I think we’ve been having this discussion for a long time, including the argument about the new impact of computers on knowledge worker jobs. Here’s what John Diebold said in a 1953 Harvard Business Review article: “The effect of automation on the information handling functions of business will probably be more spectacular and far-reaching [than its impact on factory workers]. Repetitive office work, when in sufficient bulk as in insurance companies, will be put on at least a partially automatic basis. Certain functions, such as filing and statistical analysis on the lower management levels, will be performed by machines. Yet very few offices will be entirely automatic.  Much day-to-day work—answering correspondence and the like—will have to be done by human beings.”
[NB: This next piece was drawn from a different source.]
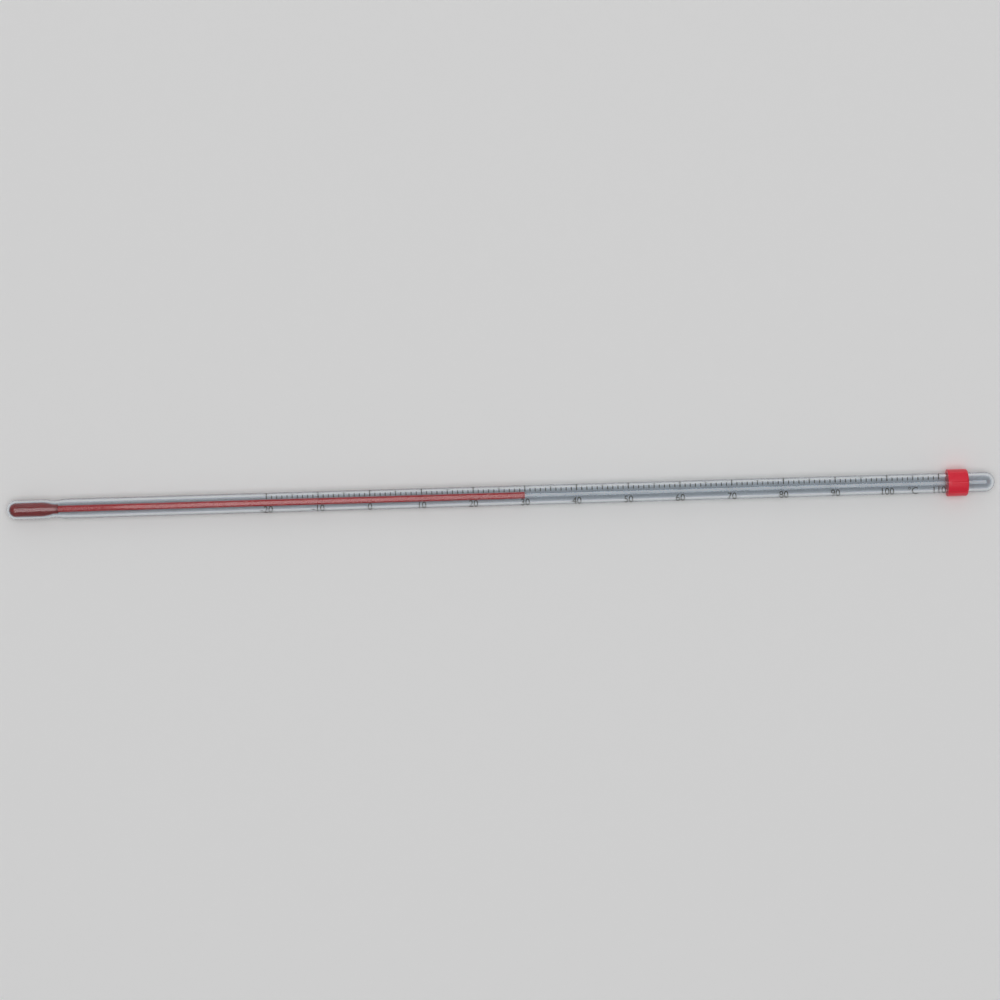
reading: 30 °C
Two years after publishing the book that popularized the term “automation,” Diebold “stepped forward” in 1954 (when he was twenty-eight), not by developing the next generation of computers, but by establishing one of the first consulting companies advising businesses on how to adopt this new technology. An entire new industry and entire new breed of knowledge workers followed in his path. “Automation” has created a lot of new jobs and there is no reason why robots will not create even more knowledge worker jobs—in consulting, servicing, help-desking, observing, counting, talking, analyzing, researching, marketing, selling, etc.
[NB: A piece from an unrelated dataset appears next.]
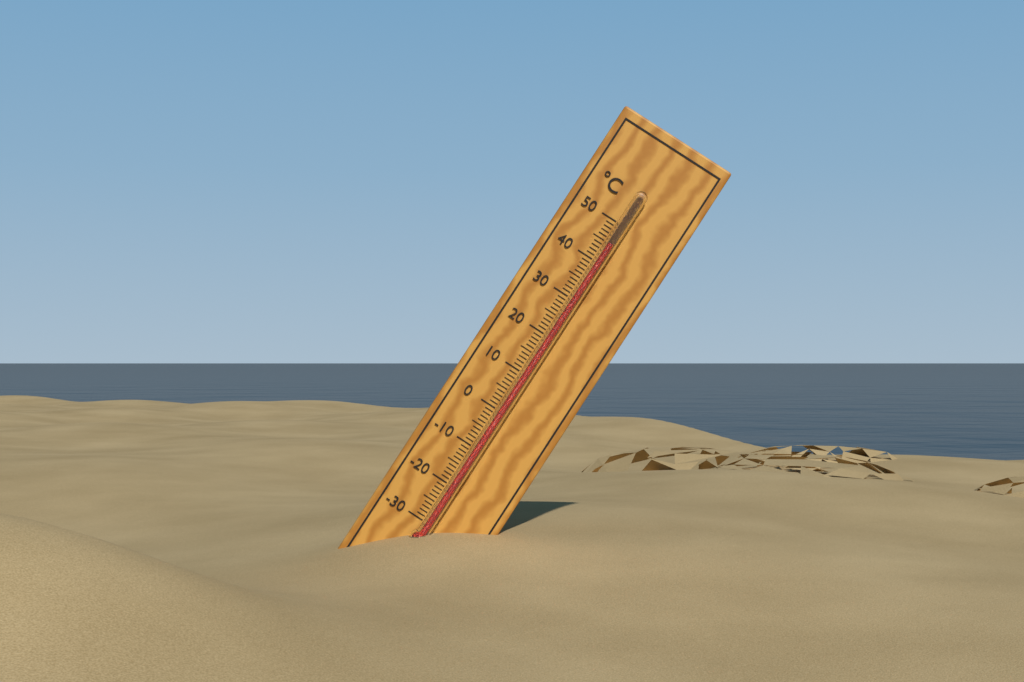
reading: 45 °C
More important, as Diebold has predicted but in a much larger sense, computers have altered and augmented knowledge work since the 1950s. To begin with, early computers replaced the original “computers,” human calculators (mostly women) that have already been replaced to some extent by mechanical calculators. Their work was certainly “knowledge work” and their skills and education served well those that transitioned into the new jobs of “computer operators” and “programmers.”

How about that quintessential knowledge work, that of a lawyer? Sure, we now have E-discovery leading to Armies of Expensive Lawyers, Replaced by Cheaper Software.  But how many expensive lawyers were “replaced” by the advent of LexisNexis in the 1970s?

Diebold predicted that the “day-to-day work” would not be automated and what he probably had in mind was that secretaries will keep their jobs. The fact that they didn’t show how difficult it is to predict what impact computers will have (or not have) on knowledge work. They were not replaced by computers, but by managers who accepted the new social norm that it was not beneath them to “answer correspondence and the like,” as long as they did it with the new status symbol—the personal computer (see here for more on the social life of computers and why it complicates our predictions).

The more things change, the more they stay the same—in talking about technology and its impact on society. What changes is technology itself, in ways that we consistently fail to anticipate.